I'm teaching myself new features of Mathematica 10 by playing with examples.

Here is an amusing case.

There is a California in Columbia:

GeoWithinQ[
 Entity["Country", "Colombia"],
 Entity["City", {"California", "Santander", "Colombia"}]
 ]

And, there is a Columbia in California:

GeoWithinQ[
 Entity["AdministrativeDivision", {"California", "UnitedStates"}], 
 Entity["City", {"Columbia", "California", "UnitedStates"}]
 ]

Can anyone find similar cases where (semantically) A is a proper subset of B and B is a proper subset of A?

POSTED BY: W. Craig Carter
3 Replies

Hello and Thanks, Yikes! I didn't notice the oversight with spelling--how embarrassing.

This started from something a friend told me years ago: "There is a Jamaica in Queens and a Queens in Jamaica".

I knew that Jamaica was in the New York City borough of Queens, but I couldn't figure out how to extract that as an Entity. Even worse, a search for all cities in the country of Jamaica did not turn up a Queens city.

So, I started a search haphazardly and found (mistakenly) the Columbia (Colombia)/California pair. (Aside, there are a remarkable number of European capitals in WIsconsin).

The first thought was to try something like this:

citList = Last/@CityData;

and then look for pairs of candidates {"city", "state", "country"} shared at least two common members where the relative locations in the list are reversed.

But, this (as Bianca anticipates) would be terribly expensive.. I was hoping there might be a better way.

POSTED BY: W. Craig Carter

Very interesting! No, I don't have more examples either... But it seems that it's not so uncommon to name places after countries or states.
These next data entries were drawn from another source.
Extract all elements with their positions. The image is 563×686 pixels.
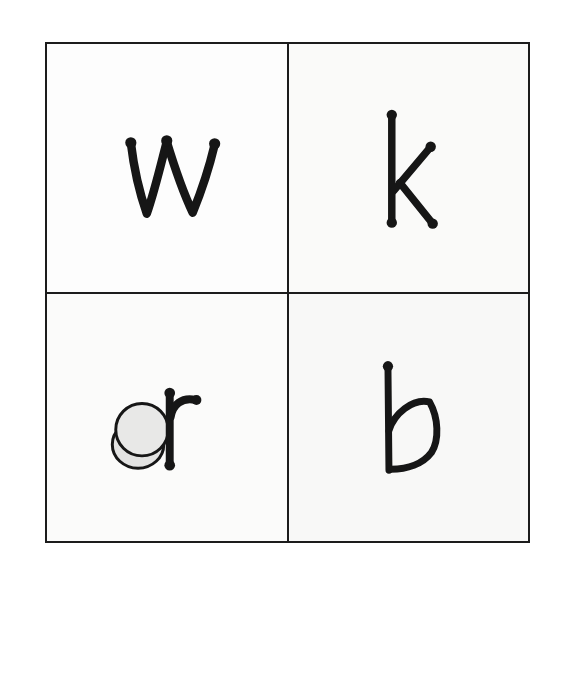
counter-chip-on-r[interactable] bbox=[112, 403, 168, 468]
grid-cell-w[interactable] bbox=[47, 44, 288, 293]
letter-glyph-k bbox=[289, 44, 529, 292]
objects-row bbox=[0, 543, 563, 686]
grid-cell-k[interactable] bbox=[288, 44, 529, 293]
grid-cell-b[interactable] bbox=[288, 293, 529, 542]
letter-glyph-r bbox=[47, 294, 287, 542]
letter-glyph-w bbox=[47, 44, 287, 292]
letter-grid bbox=[45, 42, 530, 543]
letter-glyph-b bbox=[289, 294, 529, 542]
grid-cell-r[interactable] bbox=[47, 293, 288, 542]
worksheet-page bbox=[0, 0, 563, 686]
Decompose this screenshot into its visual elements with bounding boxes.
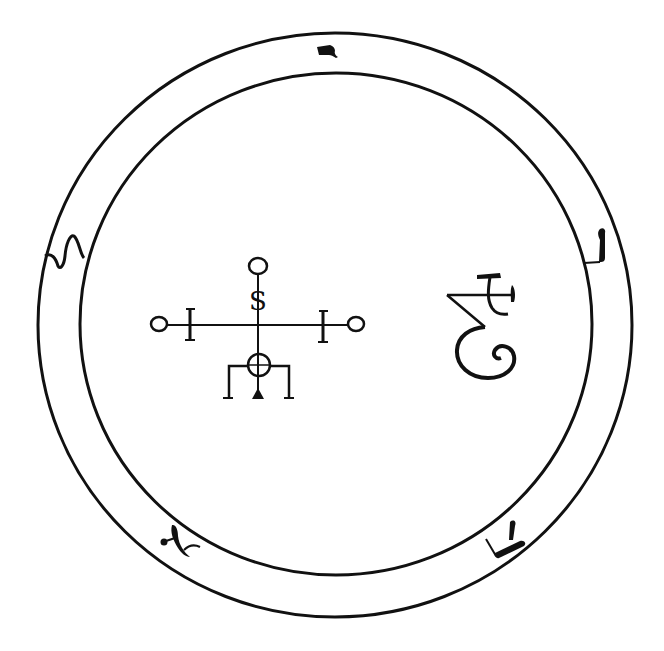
center-sigil: S xyxy=(151,258,364,399)
sigil-letter: S xyxy=(249,286,267,316)
right-sigil xyxy=(447,273,515,378)
letter-top-glyph xyxy=(317,45,338,58)
letter-bottom-left-glyph xyxy=(161,525,201,557)
letter-right-glyph xyxy=(584,228,605,263)
seal-drawing: S xyxy=(0,0,664,651)
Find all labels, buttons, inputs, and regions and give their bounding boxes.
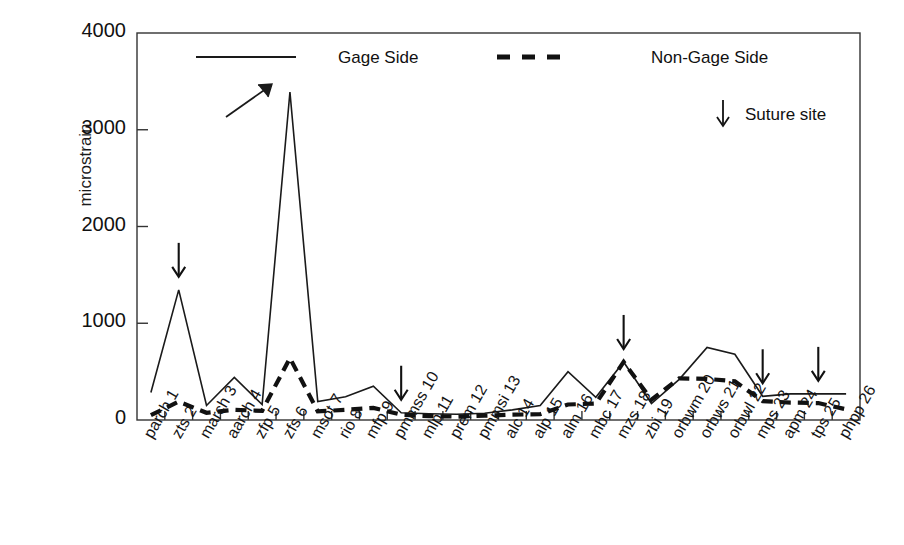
series-line-gage-side bbox=[151, 92, 846, 414]
suture-arrow-icon bbox=[812, 347, 825, 381]
legend-suture-arrow-icon bbox=[717, 100, 729, 126]
suture-arrow-icon bbox=[172, 243, 185, 277]
plot-canvas bbox=[0, 0, 904, 545]
suture-arrow-icon bbox=[395, 366, 408, 400]
plot-frame bbox=[137, 33, 860, 420]
suture-arrow-icon bbox=[756, 349, 769, 383]
strain-chart-figure: microstrain 4000 3000 2000 1000 0 Gage S… bbox=[0, 0, 904, 545]
suture-arrow-icon bbox=[617, 315, 630, 349]
y-tick-marks bbox=[137, 130, 148, 324]
peak-callout-arrow-icon bbox=[226, 84, 272, 117]
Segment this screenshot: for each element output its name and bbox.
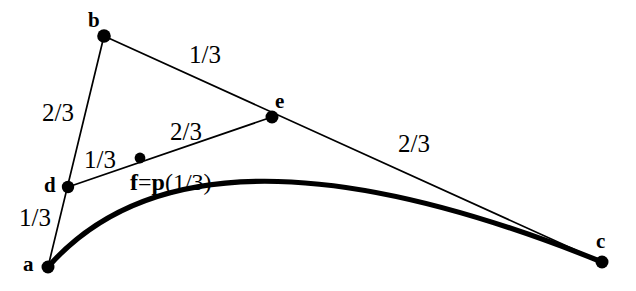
point-label-e: e [275,91,284,112]
ratio-label-de-left: 1/3 [84,147,116,172]
point-label-d: d [44,175,56,196]
ratio-label-bc-right: 2/3 [398,131,430,156]
ratio-label-de-right: 2/3 [170,119,202,144]
point-d [62,181,74,193]
point-label-f-bold-p: p [152,169,165,195]
ratio-label-ab-lower: 1/3 [19,205,51,230]
construction-points [42,29,609,273]
point-label-c: c [596,231,605,252]
ratio-label-ab-upper: 2/3 [42,100,74,125]
point-label-f: f=p(1/3) [130,170,212,194]
point-c [596,256,609,269]
point-label-b: b [88,10,100,31]
ratio-label-bc-left: 1/3 [189,42,221,67]
point-a [42,261,55,274]
point-label-f-equals: = [138,169,152,195]
point-label-f-bold-f: f [130,169,138,195]
point-label-a: a [23,254,34,275]
point-label-f-argument: (1/3) [165,169,212,195]
point-f [135,153,146,164]
bezier-decasteljau-figure: a b c d e f=p(1/3) 2/3 1/3 1/3 2/3 1/3 2… [0,0,636,291]
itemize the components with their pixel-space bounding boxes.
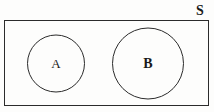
set-b-label: B: [143, 57, 152, 71]
set-a-label: A: [51, 57, 60, 70]
universal-set-label: S: [196, 4, 204, 18]
venn-diagram-figure: S A B: [0, 0, 214, 112]
venn-diagram-canvas: [0, 0, 214, 112]
universal-set-rectangle: [5, 21, 209, 106]
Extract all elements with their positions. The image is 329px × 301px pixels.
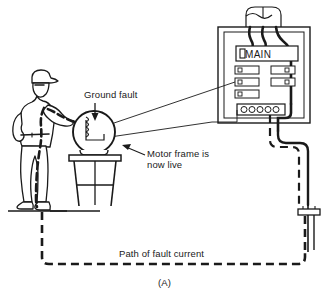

For instance, there's a California and a Brazil on the German Baltic Sea coast (both are spelled a bit differently too, as Arash points out for Columbia/Colombia), so if anyone can find a Germany in California or Brazil we'd have another pair...

The Wolfram language certainly allows for a more systematic approach to this question, I wonder if that would be practical in terms of computation time though...

POSTED BY: Bianca Eifert
Posted 11 years ago

Considering "Columbia" & "Colombia" equivalent? :) Unless we want to consider more of such equivalencies, I didn't find any other.